It will take years for the people of Nepal to recover from last weekend’s devastating earthquake. The numbers are grim. With already 5,200 dead and more than 10,000 injured, casualties are bound to climb as search and rescue teams reach remote villages. Half a million tents are desperately needed to house the homeless and some 8 million people have been affected in 39 of the nation’s 75 districts, 11 of them badly.
Nepal boasts eight of the ten highest mountains in the world and its spectacular scenery is unmatched. Yet as solid and everlasting as the Himalayas appear, they are still a work in progress. They are the result of the crumpling action of the Indian-Australian plate grinding northward and thrusting under the Eurasian plate at a rate of 5 cm a year. The massive pressures to uplift the Himalayas make this region, according to the U.S. Geological Survey, one of the most seismically hazardous in the world.
The epicenter of the M7.8 earthquake was in central Nepal 80 kilometres north-west of the capital Kathmandu. While the country is frequently shaken by quakes, the last time this particular fault ruptured was in 1344. Eighty years ago in 1934 an earthquake struck in another segment of the fault to the east of Kathmandu.
Hardened climbers on Mount Everest were terrified when the roar of snow, rocks and debris in a massive avalanche triggered by the quake plundered through base camp at 5,380 metres, killing 17 people and injuring scores of others.
Within a few days, Europe’s Sentinal-1a satellite got an overhead view of the aftermath. From orbit, this radar satellite can detect ground movement by comparing before and after imagery. The violent shaking of last Saturday’s earthquake was not only because of the magnitude but because the rupture was shallow, only 15 kilometres down. Scientists at the U.K.’s Nerc Centre for the Observation and Modelling of Earthquakes, Volcanoes and Tectonics, deciphered the satellite’s technical data and found that the earthquake was so strong that an area 120 kilometres by 50 kilometres around Kathmandu lifted up at least one metre.
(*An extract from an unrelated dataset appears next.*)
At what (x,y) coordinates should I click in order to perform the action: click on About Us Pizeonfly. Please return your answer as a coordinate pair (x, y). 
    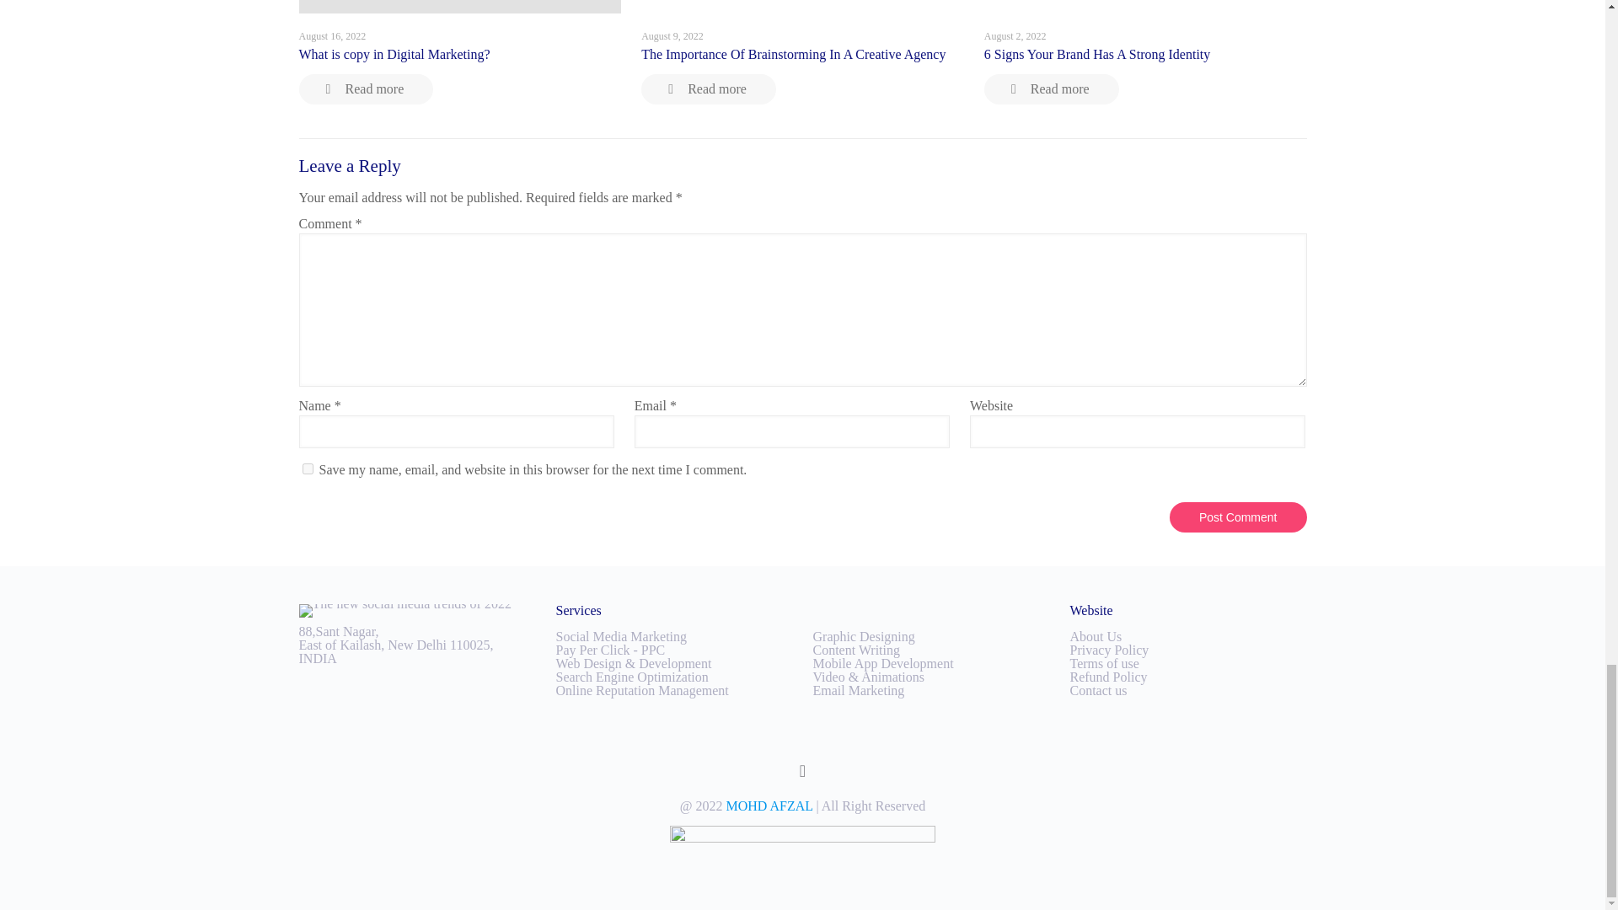
    Looking at the image, I should click on (1095, 636).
Overcoming this destruction will be a monumental challenge for Nepal, one of the poorest of Asia’s nations. Over 40 per cent of its residents are unemployed. Reconstruction costs could exceed $10 billion, half the country’s GDP. And some structures can never be replaced such as the heritage monuments that crumbled to dust. A spokesperson with the Kathmandu Valley Preservation Trust told The Wall Street Journal that close to half the temples in some of the city’s old neighbourhoods has been destroyed. The UNESCO-recognized historical nine-storey Dharahara Tower built by royal rulers as a watch tower in the 1800s and which became a beacon of Kathmandu’s architecture and history for 183 years lies in rubble.
The UN and its partners are launching a $415 million emergency appeal to support government efforts to meet the people’s need for shelter, water, sanitation, emergency health, food and protection for the next three months. Some 70,000 homes have been destroyed and another 530,000 are damaged across 39 of Nepal’s districts. Not only is emergency shelter needed for over 500,000 people who are still being traumatized by aftershocks but emergency health services and safe drinking water are needed for some 4.2 million people
UNICEF said on Wednesday that about 1.7 million children are in urgent need of aid in the worst-hit areas of the earthquake and they too have launched a $50 million campaign.
The federal government is matching dollar for dollar all eligible donations to the Nepal Earthquake Relief Fund through aid organizations until May 25, retroactive from when donations first started following the earthquake on April 25.